#### Activity:
From the line with "Image resolution: width=868" through the line with "In order to click on intro-block: You", inclusive, return each line of the data below exactly and leave the rest out.

#### Information shown:
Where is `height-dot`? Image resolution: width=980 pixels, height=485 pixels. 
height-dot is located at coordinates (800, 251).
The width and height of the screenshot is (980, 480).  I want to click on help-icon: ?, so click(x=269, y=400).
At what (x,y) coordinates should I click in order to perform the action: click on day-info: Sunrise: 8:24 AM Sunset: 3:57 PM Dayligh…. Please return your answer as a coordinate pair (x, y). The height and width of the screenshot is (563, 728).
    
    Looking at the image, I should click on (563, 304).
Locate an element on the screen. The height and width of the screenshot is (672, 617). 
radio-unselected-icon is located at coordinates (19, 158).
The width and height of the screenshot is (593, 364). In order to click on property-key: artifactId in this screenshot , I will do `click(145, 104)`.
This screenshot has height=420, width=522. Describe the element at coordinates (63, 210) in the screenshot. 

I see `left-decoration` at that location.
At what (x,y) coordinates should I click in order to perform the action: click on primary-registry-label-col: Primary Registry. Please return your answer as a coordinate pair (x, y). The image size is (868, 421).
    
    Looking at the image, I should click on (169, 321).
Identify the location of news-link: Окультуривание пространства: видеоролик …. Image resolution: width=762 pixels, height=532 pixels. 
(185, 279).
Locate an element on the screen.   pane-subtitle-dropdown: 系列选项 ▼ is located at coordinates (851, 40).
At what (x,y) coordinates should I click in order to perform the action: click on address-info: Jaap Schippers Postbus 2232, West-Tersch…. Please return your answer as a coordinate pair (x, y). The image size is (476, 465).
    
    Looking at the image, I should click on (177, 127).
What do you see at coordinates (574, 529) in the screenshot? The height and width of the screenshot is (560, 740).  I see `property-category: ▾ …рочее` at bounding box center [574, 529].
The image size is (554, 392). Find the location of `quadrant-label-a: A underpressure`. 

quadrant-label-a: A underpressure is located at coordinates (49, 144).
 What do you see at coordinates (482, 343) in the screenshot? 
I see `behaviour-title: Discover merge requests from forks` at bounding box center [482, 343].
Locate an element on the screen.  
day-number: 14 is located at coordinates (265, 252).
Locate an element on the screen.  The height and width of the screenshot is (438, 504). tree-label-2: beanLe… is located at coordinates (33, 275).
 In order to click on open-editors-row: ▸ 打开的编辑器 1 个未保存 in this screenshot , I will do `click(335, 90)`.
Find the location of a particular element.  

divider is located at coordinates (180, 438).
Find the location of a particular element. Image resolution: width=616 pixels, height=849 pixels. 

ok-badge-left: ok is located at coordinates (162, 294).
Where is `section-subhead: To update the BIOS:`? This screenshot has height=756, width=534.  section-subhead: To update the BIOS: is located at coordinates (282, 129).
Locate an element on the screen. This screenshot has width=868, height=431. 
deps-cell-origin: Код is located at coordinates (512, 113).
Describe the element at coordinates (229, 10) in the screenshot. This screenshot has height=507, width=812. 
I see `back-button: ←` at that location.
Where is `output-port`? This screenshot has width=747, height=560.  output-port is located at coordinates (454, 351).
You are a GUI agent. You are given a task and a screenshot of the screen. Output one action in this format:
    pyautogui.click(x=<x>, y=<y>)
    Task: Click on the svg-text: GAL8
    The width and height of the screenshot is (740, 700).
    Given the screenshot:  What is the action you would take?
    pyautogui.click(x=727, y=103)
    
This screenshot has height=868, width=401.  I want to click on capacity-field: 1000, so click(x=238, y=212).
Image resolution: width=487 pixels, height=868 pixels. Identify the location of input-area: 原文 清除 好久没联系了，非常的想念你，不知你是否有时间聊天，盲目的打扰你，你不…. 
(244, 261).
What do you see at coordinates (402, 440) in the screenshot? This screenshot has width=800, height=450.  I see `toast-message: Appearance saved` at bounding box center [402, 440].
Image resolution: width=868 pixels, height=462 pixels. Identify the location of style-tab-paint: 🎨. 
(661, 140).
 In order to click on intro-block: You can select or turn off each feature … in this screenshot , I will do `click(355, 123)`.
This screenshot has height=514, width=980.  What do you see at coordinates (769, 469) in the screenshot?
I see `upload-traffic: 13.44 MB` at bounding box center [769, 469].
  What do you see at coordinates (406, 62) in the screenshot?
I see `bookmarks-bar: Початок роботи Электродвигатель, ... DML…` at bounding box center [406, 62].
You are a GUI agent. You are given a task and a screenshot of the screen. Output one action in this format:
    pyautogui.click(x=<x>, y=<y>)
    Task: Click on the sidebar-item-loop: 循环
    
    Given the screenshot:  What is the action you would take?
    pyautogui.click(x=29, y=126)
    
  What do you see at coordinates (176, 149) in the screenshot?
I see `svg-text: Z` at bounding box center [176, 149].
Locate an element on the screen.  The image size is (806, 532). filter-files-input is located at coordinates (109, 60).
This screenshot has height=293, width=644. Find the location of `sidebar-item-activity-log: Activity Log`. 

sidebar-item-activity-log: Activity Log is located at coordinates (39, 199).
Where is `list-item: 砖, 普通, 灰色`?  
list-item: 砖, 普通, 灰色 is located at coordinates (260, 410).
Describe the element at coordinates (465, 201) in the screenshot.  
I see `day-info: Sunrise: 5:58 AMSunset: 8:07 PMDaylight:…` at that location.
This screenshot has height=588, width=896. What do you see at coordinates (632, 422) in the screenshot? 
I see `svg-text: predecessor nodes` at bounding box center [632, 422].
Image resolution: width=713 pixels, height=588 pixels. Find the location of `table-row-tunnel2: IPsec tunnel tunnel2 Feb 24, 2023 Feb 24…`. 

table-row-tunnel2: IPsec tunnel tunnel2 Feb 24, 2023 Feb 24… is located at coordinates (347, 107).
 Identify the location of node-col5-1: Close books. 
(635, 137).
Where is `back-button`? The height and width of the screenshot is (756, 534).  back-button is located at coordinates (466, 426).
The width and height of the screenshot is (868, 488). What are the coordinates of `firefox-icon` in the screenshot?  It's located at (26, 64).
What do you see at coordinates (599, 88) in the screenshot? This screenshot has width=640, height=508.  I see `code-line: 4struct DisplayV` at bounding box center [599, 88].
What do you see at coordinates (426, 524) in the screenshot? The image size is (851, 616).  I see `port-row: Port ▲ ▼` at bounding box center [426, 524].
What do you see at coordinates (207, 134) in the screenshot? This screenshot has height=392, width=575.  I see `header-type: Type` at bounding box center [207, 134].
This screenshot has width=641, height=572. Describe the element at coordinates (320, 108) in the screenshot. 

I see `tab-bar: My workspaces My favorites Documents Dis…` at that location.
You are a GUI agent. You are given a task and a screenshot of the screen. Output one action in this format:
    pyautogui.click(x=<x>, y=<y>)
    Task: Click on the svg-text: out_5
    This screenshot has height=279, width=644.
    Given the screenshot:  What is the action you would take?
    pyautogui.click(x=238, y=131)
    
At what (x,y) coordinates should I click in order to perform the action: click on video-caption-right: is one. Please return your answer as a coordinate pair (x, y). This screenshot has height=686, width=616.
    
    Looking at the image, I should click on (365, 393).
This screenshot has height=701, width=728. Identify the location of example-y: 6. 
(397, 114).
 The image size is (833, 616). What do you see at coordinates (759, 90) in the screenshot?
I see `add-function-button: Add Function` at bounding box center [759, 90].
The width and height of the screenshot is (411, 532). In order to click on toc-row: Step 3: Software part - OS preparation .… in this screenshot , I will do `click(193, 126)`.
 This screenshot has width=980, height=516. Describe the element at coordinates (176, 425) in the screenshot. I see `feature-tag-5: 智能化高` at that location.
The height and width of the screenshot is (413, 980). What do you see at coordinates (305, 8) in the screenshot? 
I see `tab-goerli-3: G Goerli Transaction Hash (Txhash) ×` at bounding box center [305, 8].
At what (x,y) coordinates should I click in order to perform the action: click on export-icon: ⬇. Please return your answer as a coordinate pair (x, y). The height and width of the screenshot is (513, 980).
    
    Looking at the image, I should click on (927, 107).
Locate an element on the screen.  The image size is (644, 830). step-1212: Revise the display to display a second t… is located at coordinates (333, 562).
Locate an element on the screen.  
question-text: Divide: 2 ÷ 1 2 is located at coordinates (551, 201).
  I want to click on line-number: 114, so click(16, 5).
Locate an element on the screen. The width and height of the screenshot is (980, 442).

#### Exercise response:
Image resolution: width=868 pixels, height=462 pixels. Identify the location of style-tab-paint: 🎨. 
(661, 140).
 In order to click on intro-block: You can select or turn off each feature … in this screenshot , I will do `click(355, 123)`.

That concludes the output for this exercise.